A Pain-Capable Unborn Child Protection Act has passed the U.S. House and is on its way to the U.S. Senate. It would restrict abortions after 20 weeks of pregnancy, a point at which there is evidence that the preborn child feels pain. That’s “restrict,” not “prevent.” The bill carries a rape-and-incest exception.
The ability to feel pain is not a function of the criminal activity of one’s biological father, so the exception undermines the whole science-is-on-our-side defense of Pain-Capable. Darlene Pawlik expands on the problematic nature of the exception in “I’m Pain-Capable, How ’bout You?”
I appreciate the good intentions in this attempt to protect at least some children, and I’m not going to work for the defeat of a candidate solely on the basis of supporting Pain-Capable in its current form. I just have to wonder why the exception is in there. From a pragmatic point of view, does it gain any votes over a no-exceptions bill?
I don’t know, but I can recall a situation in New Hampshire last year when one abortion bill had no rape-and-incest exception while two others did. Was there a big difference in the results among those three votes? Not really. From my March 15, 2016 post:
There were three bills [in NH in 2016] to restrict mid- and late-term abortions. One of them, HB 1328, would have instituted a 20-week limit with an exception for abortions following rape or incest. The other bills would have limited abortions at viability (HB 1625) and at the point where the preborn child can feel pain (HB 1636). Was there any tactical advantage to including exceptions in one of the bills?
Not that I could see. Only seven representatives voted FOR the bill with exceptions and AGAINST the other two mid- and late-term bills. On the other hand, twelve representatives did the opposite, opposing the exceptions bill while supporting the HB 1625 and HB 1636.
All three of those bills failed, although HB 1625 – to prohibit abortion after viability, without a rape-and-incest exception – lost by only three votes.
Congressman Steve Scalise, the Republican Majority Whip, has acknowledged that passage of the Pain-Capable Act in Congress took some effort. I expect the same will be true in the Senate.
Whose Senate vote will be granted or withheld on the basis of exceptions language? Is there any tactical advantage to the exceptions? I don’t know, but what I saw in Concord in 2016 makes me wonder.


Assigned task:
Report every line of the records beneath this task that holds the string "bounding".

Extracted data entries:
• • • • •

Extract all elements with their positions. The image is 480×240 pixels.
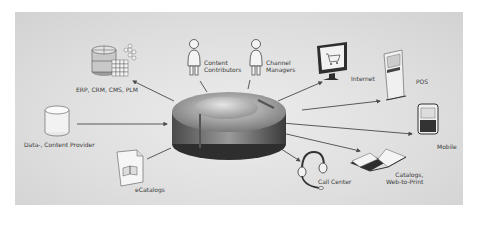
mobile-label: Mobile xyxy=(437,143,457,150)
database-cylinder-icon xyxy=(44,104,74,140)
channel-managers-label: Channel Managers xyxy=(266,59,295,73)
headset-icon xyxy=(296,148,330,194)
person-icon xyxy=(186,38,202,78)
smartphone-icon xyxy=(416,102,440,136)
person-icon xyxy=(248,38,264,78)
kiosk-cart-icon xyxy=(382,48,408,102)
central-hub-icon xyxy=(170,88,288,162)
document-book-icon xyxy=(115,148,145,188)
catalogs-label: Catalogs, Web-to-Print xyxy=(386,171,423,185)
monitor-cart-icon xyxy=(315,40,351,84)
database-grid-icon xyxy=(90,40,150,85)
erp-label: ERP, CRM, CMS, PLM xyxy=(76,86,138,93)
ecatalogs-label: eCatalogs xyxy=(135,186,165,193)
pos-label: POS xyxy=(416,78,428,85)
content-contributors-label: Content Contributors xyxy=(204,59,241,73)
call-center-label: Call Center xyxy=(318,178,351,185)
data-provider-label: Data-, Content Provider xyxy=(24,141,95,148)
internet-label: Internet xyxy=(351,75,375,82)
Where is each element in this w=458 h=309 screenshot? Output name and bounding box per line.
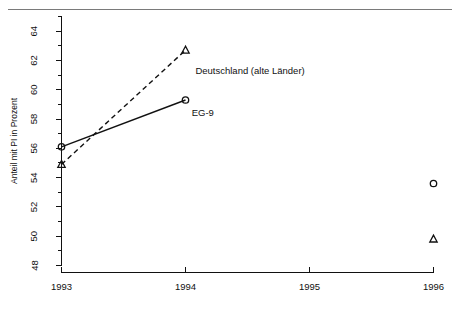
x-tick-label: 1993 xyxy=(51,281,72,292)
x-tick-label: 1995 xyxy=(299,281,320,292)
x-tick-label: 1996 xyxy=(423,281,444,292)
y-tick-label: 54 xyxy=(29,172,40,183)
data-point-triangle xyxy=(182,46,189,53)
y-tick-label: 60 xyxy=(29,84,40,95)
y-tick-label: 52 xyxy=(29,202,40,213)
data-point-triangle xyxy=(430,235,437,242)
y-tick-label: 56 xyxy=(29,143,40,154)
x-tick-label: 1994 xyxy=(175,281,196,292)
y-tick-label: 64 xyxy=(29,26,40,37)
figure-canvas: 485052545658606264Anteil mit PI in Proze… xyxy=(0,0,458,309)
data-point-circle xyxy=(430,180,436,186)
series-label-deutschland: Deutschland (alte Länder) xyxy=(195,65,304,76)
y-tick-label: 48 xyxy=(29,260,40,271)
y-tick-label: 58 xyxy=(29,114,40,125)
line-chart: 485052545658606264Anteil mit PI in Proze… xyxy=(0,0,458,309)
y-tick-label: 50 xyxy=(29,231,40,242)
series-label-eg9: EG-9 xyxy=(192,107,214,118)
y-tick-label: 62 xyxy=(29,55,40,66)
y-axis-title: Anteil mit PI in Prozent xyxy=(9,97,19,184)
series-line-eg9 xyxy=(62,100,186,147)
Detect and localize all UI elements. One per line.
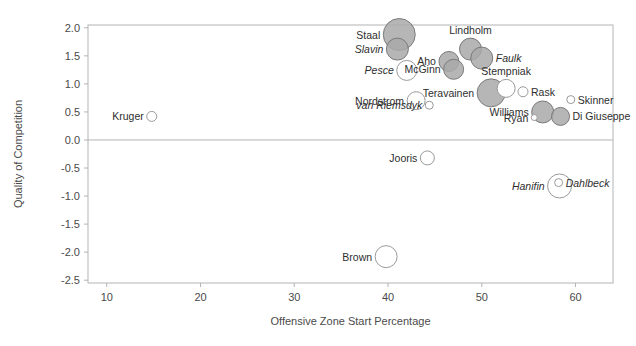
data-point-label: Stempniak xyxy=(481,65,531,77)
data-point-bubble[interactable] xyxy=(420,151,434,165)
x-axis-tick-label: 60 xyxy=(569,291,581,303)
data-point-bubble[interactable] xyxy=(555,179,563,187)
data-point-label: McGinn xyxy=(404,63,440,75)
x-axis-title: Offensive Zone Start Percentage xyxy=(271,315,431,327)
data-point-bubble[interactable] xyxy=(567,96,575,104)
y-axis-tick-label: -1.5 xyxy=(61,218,80,230)
data-point-label: Hanifin xyxy=(512,180,545,192)
chart-container: 2.01.51.00.50.0-0.5-1.0-1.5-2.0-2.510203… xyxy=(0,0,636,346)
y-axis-tick-label: 0.0 xyxy=(65,134,80,146)
scatter-plot: 2.01.51.00.50.0-0.5-1.0-1.5-2.0-2.510203… xyxy=(0,0,636,346)
data-point-label: Lindholm xyxy=(449,24,492,36)
data-point-label: Slavin xyxy=(355,43,384,55)
y-axis-tick-label: -2.0 xyxy=(61,246,80,258)
y-axis-tick-label: -0.5 xyxy=(61,162,80,174)
y-axis-title: Quality of Competition xyxy=(12,100,24,208)
data-point-label: Staal xyxy=(356,29,380,41)
data-point-bubble[interactable] xyxy=(147,111,157,121)
x-axis-tick-label: 10 xyxy=(101,291,113,303)
y-axis-tick-label: -1.0 xyxy=(61,190,80,202)
data-point-bubble[interactable] xyxy=(386,38,408,60)
y-axis-tick-label: 1.5 xyxy=(65,50,80,62)
data-point-label: Ryan xyxy=(504,112,529,124)
plot-area-frame xyxy=(88,25,613,283)
y-axis-tick-label: 1.0 xyxy=(65,78,80,90)
data-point-label: Rask xyxy=(531,86,556,98)
data-point-bubble[interactable] xyxy=(497,79,515,97)
data-point-bubble[interactable] xyxy=(425,101,433,109)
data-point-label: Kruger xyxy=(112,110,144,122)
data-point-bubble[interactable] xyxy=(375,246,397,268)
y-axis-tick-label: -2.5 xyxy=(61,274,80,286)
y-axis-tick-label: 2.0 xyxy=(65,22,80,34)
data-point-bubble[interactable] xyxy=(518,87,528,97)
x-axis-tick-label: 20 xyxy=(194,291,206,303)
x-axis-tick-label: 40 xyxy=(382,291,394,303)
data-point-label: Teravainen xyxy=(423,87,475,99)
data-point-label: van Riemsdyk xyxy=(356,99,423,111)
data-point-bubble[interactable] xyxy=(552,107,570,125)
x-axis-tick-label: 30 xyxy=(288,291,300,303)
data-point-label: Di Giuseppe xyxy=(573,110,631,122)
data-point-bubble[interactable] xyxy=(444,59,464,79)
data-point-label: Skinner xyxy=(578,94,614,106)
data-point-bubble[interactable] xyxy=(531,115,537,121)
data-point-label: Jooris xyxy=(389,152,417,164)
data-point-label: Faulk xyxy=(496,52,522,64)
data-point-label: Pesce xyxy=(365,64,394,76)
x-axis-tick-label: 50 xyxy=(476,291,488,303)
data-point-label: Dahlbeck xyxy=(566,177,611,189)
y-axis-tick-label: 0.5 xyxy=(65,106,80,118)
data-point-label: Brown xyxy=(342,251,372,263)
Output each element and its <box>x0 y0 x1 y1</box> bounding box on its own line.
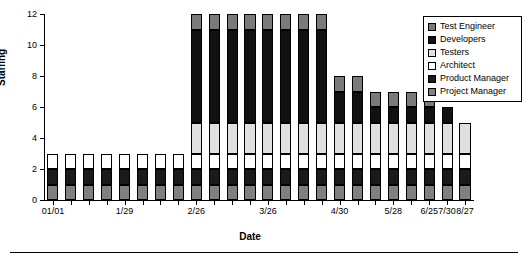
bar-segment[interactable] <box>459 169 470 185</box>
bar-column[interactable] <box>388 107 399 200</box>
bar-segment[interactable] <box>47 154 58 170</box>
bar-column[interactable] <box>280 30 291 201</box>
bar-segment[interactable] <box>209 14 220 30</box>
bar-segment[interactable] <box>406 185 417 201</box>
bar-segment[interactable] <box>83 169 94 185</box>
legend-item[interactable]: Testers <box>428 46 518 59</box>
bar-segment[interactable] <box>424 123 435 154</box>
bar-segment[interactable] <box>424 154 435 170</box>
bar-segment[interactable] <box>227 154 238 170</box>
bar-segment[interactable] <box>262 14 273 30</box>
legend-item[interactable]: Architect <box>428 59 518 72</box>
bar-segment[interactable] <box>119 154 130 170</box>
bar-segment[interactable] <box>370 185 381 201</box>
bar-column[interactable] <box>316 30 327 201</box>
bar-segment[interactable] <box>352 185 363 201</box>
bar-segment[interactable] <box>370 123 381 154</box>
bar-segment[interactable] <box>209 154 220 170</box>
bar-segment[interactable] <box>316 14 327 30</box>
bar-segment[interactable] <box>47 169 58 185</box>
bar-segment[interactable] <box>155 169 166 185</box>
bar-segment[interactable] <box>262 154 273 170</box>
bar-segment[interactable] <box>316 30 327 123</box>
bar-segment[interactable] <box>388 123 399 154</box>
bar-segment[interactable] <box>424 107 435 123</box>
bar-segment[interactable] <box>442 169 453 185</box>
bar-segment[interactable] <box>137 154 148 170</box>
legend-item[interactable]: Product Manager <box>428 72 518 85</box>
bar-segment[interactable] <box>406 123 417 154</box>
bar-segment[interactable] <box>173 169 184 185</box>
bar-segment[interactable] <box>406 154 417 170</box>
bar-column[interactable] <box>334 92 345 201</box>
bar-column[interactable] <box>424 107 435 200</box>
bar-segment[interactable] <box>388 154 399 170</box>
bar-segment[interactable] <box>316 185 327 201</box>
bar-column[interactable] <box>137 154 148 201</box>
bar-segment[interactable] <box>352 76 363 92</box>
bar-segment[interactable] <box>334 76 345 92</box>
bar-segment[interactable] <box>83 185 94 201</box>
bar-segment[interactable] <box>388 185 399 201</box>
bar-segment[interactable] <box>388 92 399 108</box>
bar-column[interactable] <box>442 123 453 201</box>
bar-segment[interactable] <box>262 185 273 201</box>
bar-column[interactable] <box>352 92 363 201</box>
bar-segment[interactable] <box>370 154 381 170</box>
bar-segment[interactable] <box>280 123 291 154</box>
bar-segment[interactable] <box>424 185 435 201</box>
bar-segment[interactable] <box>370 92 381 108</box>
bar-segment[interactable] <box>370 107 381 123</box>
bar-column[interactable] <box>244 30 255 201</box>
bar-segment[interactable] <box>119 185 130 201</box>
bar-segment[interactable] <box>209 185 220 201</box>
bar-segment[interactable] <box>191 123 202 154</box>
bar-segment[interactable] <box>191 185 202 201</box>
bar-column[interactable] <box>101 154 112 201</box>
bar-column[interactable] <box>370 107 381 200</box>
bar-segment[interactable] <box>227 30 238 123</box>
bar-segment[interactable] <box>298 123 309 154</box>
bar-segment[interactable] <box>352 123 363 154</box>
bar-segment[interactable] <box>65 154 76 170</box>
bar-segment[interactable] <box>244 185 255 201</box>
bar-segment[interactable] <box>388 107 399 123</box>
bar-segment[interactable] <box>352 92 363 123</box>
bar-segment[interactable] <box>406 92 417 108</box>
bar-segment[interactable] <box>227 123 238 154</box>
bar-column[interactable] <box>209 30 220 201</box>
bar-segment[interactable] <box>406 107 417 123</box>
bar-segment[interactable] <box>298 185 309 201</box>
bar-segment[interactable] <box>209 123 220 154</box>
bar-segment[interactable] <box>334 92 345 123</box>
bar-segment[interactable] <box>334 169 345 185</box>
legend-item[interactable]: Test Engineer <box>428 20 518 33</box>
bar-segment[interactable] <box>244 123 255 154</box>
bar-segment[interactable] <box>370 169 381 185</box>
bar-segment[interactable] <box>101 154 112 170</box>
bar-segment[interactable] <box>442 123 453 154</box>
bar-segment[interactable] <box>352 154 363 170</box>
bar-column[interactable] <box>262 30 273 201</box>
bar-segment[interactable] <box>262 123 273 154</box>
bar-segment[interactable] <box>101 185 112 201</box>
bar-segment[interactable] <box>280 30 291 123</box>
bar-segment[interactable] <box>227 169 238 185</box>
bar-segment[interactable] <box>298 169 309 185</box>
bar-segment[interactable] <box>316 169 327 185</box>
bar-segment[interactable] <box>83 154 94 170</box>
bar-segment[interactable] <box>244 169 255 185</box>
bar-column[interactable] <box>459 123 470 201</box>
bar-segment[interactable] <box>191 14 202 30</box>
bar-segment[interactable] <box>280 169 291 185</box>
bar-segment[interactable] <box>173 154 184 170</box>
bar-segment[interactable] <box>137 185 148 201</box>
bar-segment[interactable] <box>424 169 435 185</box>
bar-segment[interactable] <box>244 14 255 30</box>
bar-segment[interactable] <box>65 169 76 185</box>
bar-segment[interactable] <box>442 107 453 123</box>
bar-segment[interactable] <box>173 185 184 201</box>
bar-column[interactable] <box>227 30 238 201</box>
bar-segment[interactable] <box>459 185 470 201</box>
bar-segment[interactable] <box>209 169 220 185</box>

• • • • •

Exercise answer:
Where is each element in this w=458 h=309 screenshot? Output name and bounding box per line.
Output each element and its <box>x0 y0 x1 y1</box> bounding box on its own line.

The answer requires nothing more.